Another concern: Hawaiian Tel could offset the discounts by shifting costs to "captive" customers in its monopoly markets, Totto said. He said residential customers already pay more than they should because of such shifting - a charge the company denies.
Haruki said the discounts are part of an overall strategy to adjust rates to reflect the actual cost of delivering service. Pending regulatory approval, the utility wants to make the adjustments - which will mean higher residential rates - so it can be more price competitive.
"This company is no longer run by technical people. It's run by bean counters," said Daniel Ferguson, 52, who has 28 years with Hawaiian Tel.
Patrick Sambueno, 55, a former Hawaiian Tel manager who retired in February after getting a layoff notice, said the company is neglecting preventive maintenance to save money.
When he inspected the utility's central offices - the brains of the phone system - before retiring, Sambueno said he found emergency generators that were broken or hadn't been tested in months, battery banks leaking onto floors or with insufficient water levels, first-aid kits missing supplies and fire extinguishers that hadn't undergone required safety checks.
"A lot of people are getting fed up or disgusted," Sambueno said. "If they have a choice to retire, they retire. They want out."
Dale Parham, Hawaiian Tel's general manager of customer operations, disputed the notion that the company is cutting corners on preventive maintenance. He also dismissed Sambueno's claims as inaccurate.
Hawaiian Tel far exceeds certain state-imposed standards that couldn't be met if preventive maintenance was deficient, Parham said. And the standards are among the toughest in the nation, he said.
"Our emphasis is on reliability and dependability," Haruki agreed.
Such assurances apparently haven't appeased regulators.
Norman Lee, a consultant hired by the consumer advocate's office to analyze Hawaiian Tel's customer service, says regulators are concerned the utility will react to competition by cutting costs excessively.
If that happens, service quality may be the first to suffer, especially in markets where the company still holds a monopoly, Lee said in written comments filed with the state Public Utilities Commission. He declined to be interviewed for this story.

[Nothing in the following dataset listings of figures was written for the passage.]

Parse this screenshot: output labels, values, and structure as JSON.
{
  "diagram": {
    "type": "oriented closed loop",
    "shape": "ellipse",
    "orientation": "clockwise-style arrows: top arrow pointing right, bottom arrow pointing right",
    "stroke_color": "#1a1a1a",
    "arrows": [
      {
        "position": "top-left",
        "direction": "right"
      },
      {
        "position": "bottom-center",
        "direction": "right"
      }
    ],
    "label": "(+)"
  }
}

Lee said he was unable to directly link Hawaiian Tel's past downsizing to substandard measures of service quality, but it appears the reductions may have been excessive.
He noted that the utility cut its installation and repair crews by 20 percent between January 1993 and December 1995.
Yet the company for at least the past decade has failed to meet minimum standards for restoring customers' phone service within 24 hours, according to Lee. A company's record on service restoration, he said, is one of the most critical quality measures - a contention the company disputes.
Haruki and Parham note that the restoration measure is only one of 14 standards the PUC uses to monitor Hawaiian Tel's service. In 11 of the 14, the company meets or exceeds the standards, the executives said.
More significantly, the number of problems reported by customers has declined the past two years even as Hawaiian Tel has added more services and phone lines, they said.
They also said investments in better technology have enabled the company to cut staff without sacrificing service.
The true judges of that, of course, will not be Haruki, other Hawaiian Tel workers or regulators. Customers will decide.
And if John Shalamskas, owner of a computer consulting business, is any indication, Hawaiian Tel competitors face a tough fight.
Shalamskas said he is happy with his phone service and would only consider switching if another carrier offered comparable service and additional features, all for the same or a cheaper price.
"I would have to get better value to make a switch worthwhile," he said.